New causal structures only found in the quantum world 

Tuesday, May 9, 2017

Last year, research from the Institute for Quantum Computing (IQC) at the University of Waterloo and the Perimeter Institute for Theoretical Physics (PI) showed that in the quantum world, certain kinds of correlations do imply causation. This line of research has now expanded to the question of whether there are types of causal structures that exist in the quantum world but not in the classical world of our everyday lives.

L to R: Kevin Resch, Robert Spekkens, Katja Ried and Jean-Philippe MacLean
There are different ways of mixing together different causal mechanisms. You can mix them probabilistically, meaning that one act or another happens, or you mix them physically, so that both happen simultaneously. This is like the difference between flipping a coin to decide whether to have root beer or ice cream, and having ice cream in your root beer. The research team, consisting of Jean-Philippe MacLean, Canada Research Chair in Quantum Optics Kevin Resch, Katja Ried and Robert Spekkens of Perimeter Institute, have found a kind of physical mixture of causal mechanisms. In this new physical mixture the mechanisms act quantum-coherently with one another. 

The paper, Quantum-coherent mixtures of causal relations, published in Nature Communications explains how the team discovered a way to measure and explain the correlations of these quantum-coherent mixtures. The researchers noted that a pair of systems could be correlated if the later system is a transformed version of the earlier one: a cause-effect relationship. Alternatively, the systems might be correlated if prepared in a correlated quantum state: a common cause relationship. The most quantum types of cause-effect and common-cause relations are related to the preservation and generation of entanglement. It is also possible to have a pair of systems related by both cause-effect and common cause mechanisms acting simultaneously. These are the new possibilities that the researchers uncovered.

The researchers used a phenomenon in statistics known as Berkson’s Paradox to define this novel type of combination. It states that if you have two uncorrelated variables, A and B, which are both causes of a third variable, C, and you post-select on a specific value of C, this can induce correlations between A and B.

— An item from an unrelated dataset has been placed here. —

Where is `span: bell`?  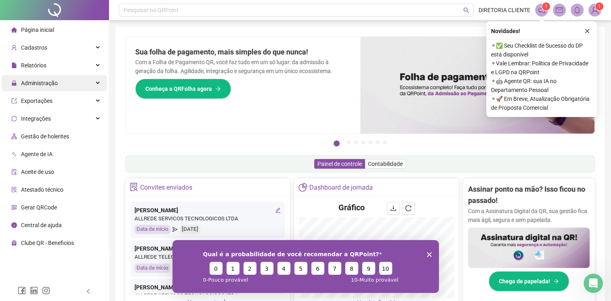
span: bell is located at coordinates (577, 10).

An example from the paper describes a candidate trying to get hired by an academic institution that requires two important skills: teaching and research. Assuming that these abilities are equally distributed across all candidates, and assuming that a candidate has to be fairly good at teaching and fairly good at research in order to be hired, the candidates who aren’t that good at either are removed from the pool. 

When considering the subgroup of successful candidates, someone in that group who isn’t that good at teaching must be really good at research, and vice-versa. The selection criteria induced a negative correlation between teaching and research among the hires. Based on this negative correlation, one should not conclude that all good researchers are bad teachers. To do so is to fall victim to Berkson’s Paradox.

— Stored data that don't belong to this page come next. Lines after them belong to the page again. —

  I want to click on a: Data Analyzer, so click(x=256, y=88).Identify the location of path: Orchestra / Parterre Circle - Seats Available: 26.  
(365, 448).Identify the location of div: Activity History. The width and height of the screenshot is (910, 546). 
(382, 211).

The researchers noted that the strength of the correlations between systems A and B that are induced by the post-selection on C has information about the causal relations between the systems. For instance, if we look at the amount of negative correlations between teaching and research for hires across several academic institutions, we can learn something about the extent to which both skills determine hiring outcomes versus just one or the other being relevant.

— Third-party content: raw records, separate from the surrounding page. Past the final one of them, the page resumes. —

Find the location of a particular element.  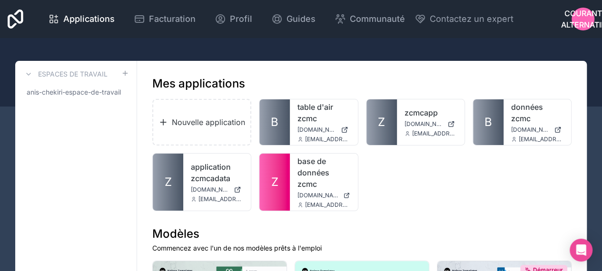

font: anis-chekiri-espace-de-travail is located at coordinates (74, 92). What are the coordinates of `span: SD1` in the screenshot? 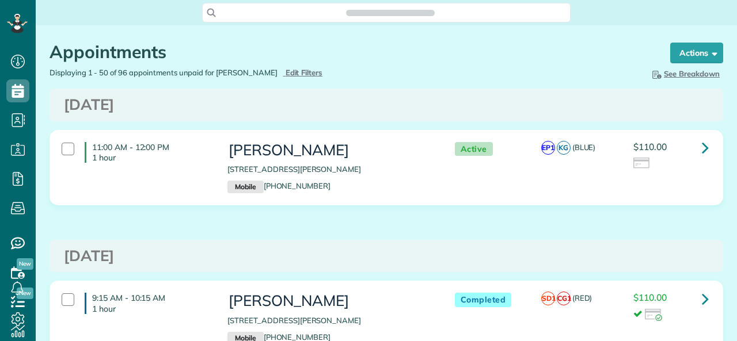 It's located at (548, 299).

A natural question arises when we consider Berkson’s effect in a quantum world: what does it mean when you see entanglement in the induced correlation? The researchers realized that such entanglement can be used as the signature that one has a quantum-coherent mixture of cause-effect and common-cause mechanisms connecting two systems. Returning to the root beer analogy, this is a kind of ice cream float that you can’t get at a classical soda shoppe.

“This could possibly be used as a resource,” said MacLean, a PhD student with IQC and the Department of Physics and Astronomy. “We don’t know this yet, but there are certain things that it could entail for other fields.” Causality is a fundamental concept for those studying epidemiology, genetics and social sciences and the idea of disentangling correlations for causation is very important. “We’ve discovered that the causal structures that are allowed in the quantum world are much richer than in the classical world,” concluded MacLean.

The richer possibilities of coherent combinations of different cause-effect and common cause relations could lead to new insights into how to provide causal explanations of quantum correlations, a task that is made challenging by results such as Bell’s theorem.

"In the near future, the team is also interested in exploring the effect of decoherence on these nonclassical causal relations,” said Resch. “Assessing how robust they are to decoherence and experimental noise will be a necessary step before exploiting them as a resource in quantum information processing and moreover may give more insights on the quantum/classical boundary for causal structures.”